Cursive Fuloy 2 is a light, very narrow, medium contrast, italic, very short x-height font.
Keywords: invitations, greeting cards, branding, packaging, social media, airy, romantic, casual, delicate, handmade, personal touch, signature style, elegant display, decorative script, looping, monolinear, swashy, flourished, slanted.
A slender, slanted script with a smooth, monoline feel and gently tapered joins. Letterforms are built from narrow ovals and long, sweeping strokes, with frequent entry/exit flicks that create a continuous handwritten rhythm in words. Capitals are taller and more expressive, often featuring extended lead-in strokes and occasional looped forms, while lowercase shapes stay compact with tall ascenders and deep descenders. Spacing is open and the overall texture is light, with subtle contrast created more by stroke curvature and pressure-like thinning than by sharp thick–thin transitions.

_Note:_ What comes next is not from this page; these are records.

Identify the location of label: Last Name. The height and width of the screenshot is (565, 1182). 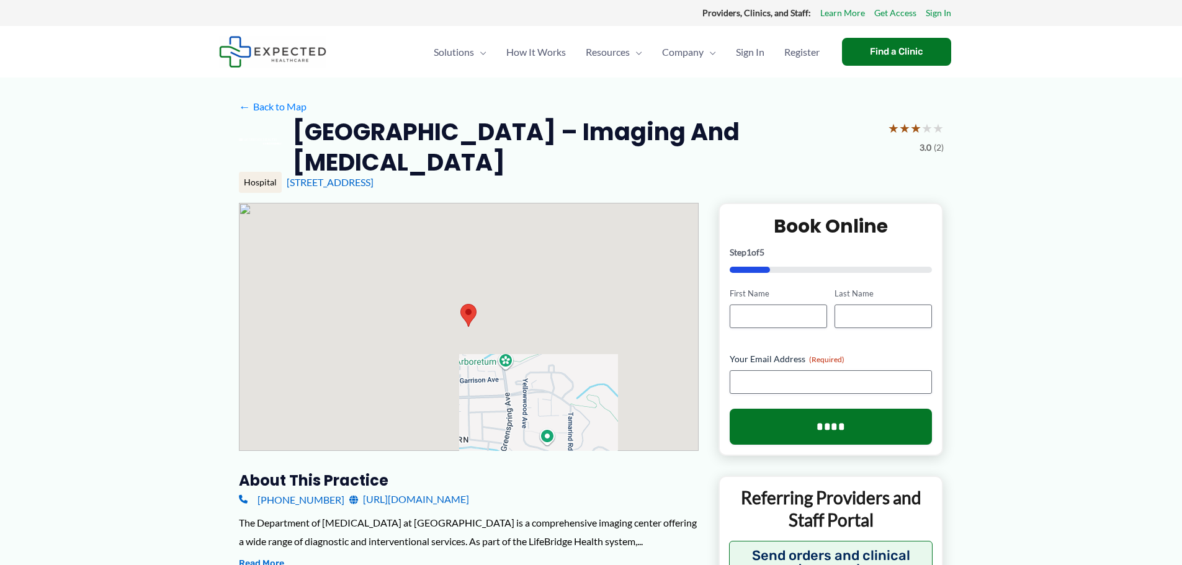
(883, 294).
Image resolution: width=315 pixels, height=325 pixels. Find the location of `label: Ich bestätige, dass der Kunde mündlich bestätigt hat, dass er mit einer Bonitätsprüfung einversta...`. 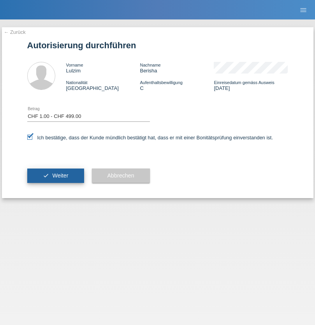

label: Ich bestätige, dass der Kunde mündlich bestätigt hat, dass er mit einer Bonitätsprüfung einversta... is located at coordinates (150, 137).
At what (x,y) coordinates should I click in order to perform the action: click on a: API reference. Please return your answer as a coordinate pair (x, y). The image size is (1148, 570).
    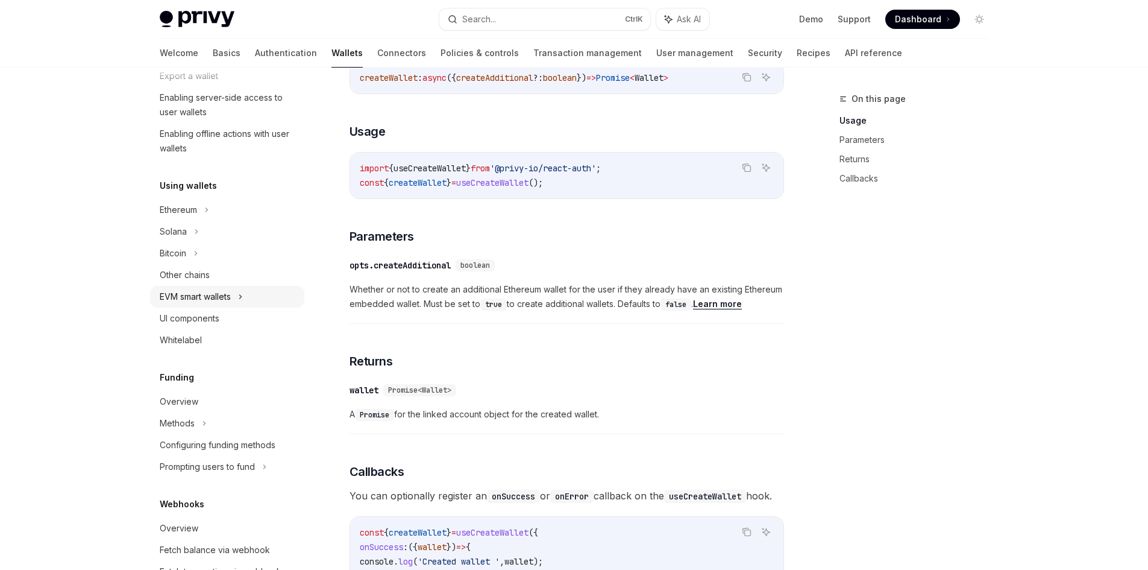
    Looking at the image, I should click on (874, 53).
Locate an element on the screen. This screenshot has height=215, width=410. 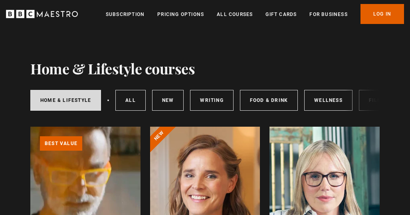
h1: Home & Lifestyle courses is located at coordinates (113, 68).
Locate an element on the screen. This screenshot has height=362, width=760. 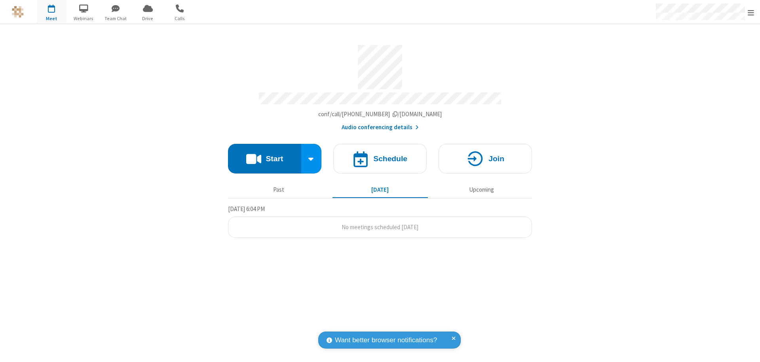
button: Copy my meeting room linkCopy my meeting room link is located at coordinates (380, 114).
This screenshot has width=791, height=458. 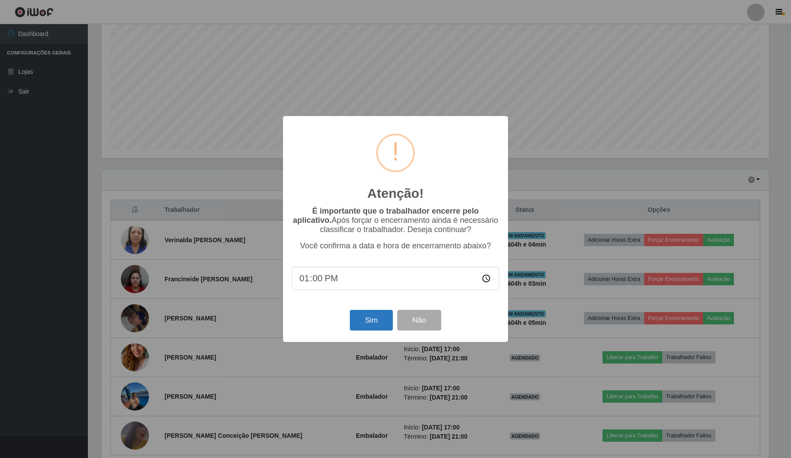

Well-suited to invitations, greeting cards, and personal stationery where an informal signature-like script is desired. It also works for boutique branding, beauty or lifestyle packaging, and social media graphics, especially for short headlines, names, and accent text that can showcase its loops and swashes.
The tone is relaxed and personable, with an elegant, slightly whimsical flourish. It reads like neat, practiced handwriting—friendly rather than formal—bringing a soft, romantic character to short phrases and names. The generous loops and smooth slant add a sense of motion and warmth.
The design appears intended to capture a graceful handwritten script with consistent, controlled strokes and a decorative capital set. Its narrow, flowing build prioritizes elegance and personality in display use while maintaining a legible, continuous cursive rhythm in short-to-medium text.
Numbers and punctuation follow the same flowing, handwritten construction, keeping the set visually consistent in mixed text. The script connects readily in running words, but individual letter widths vary, giving lines an organic cadence. At smaller sizes, the fine strokes and tight interior counters in looped letters may benefit from extra size or contrast against the background.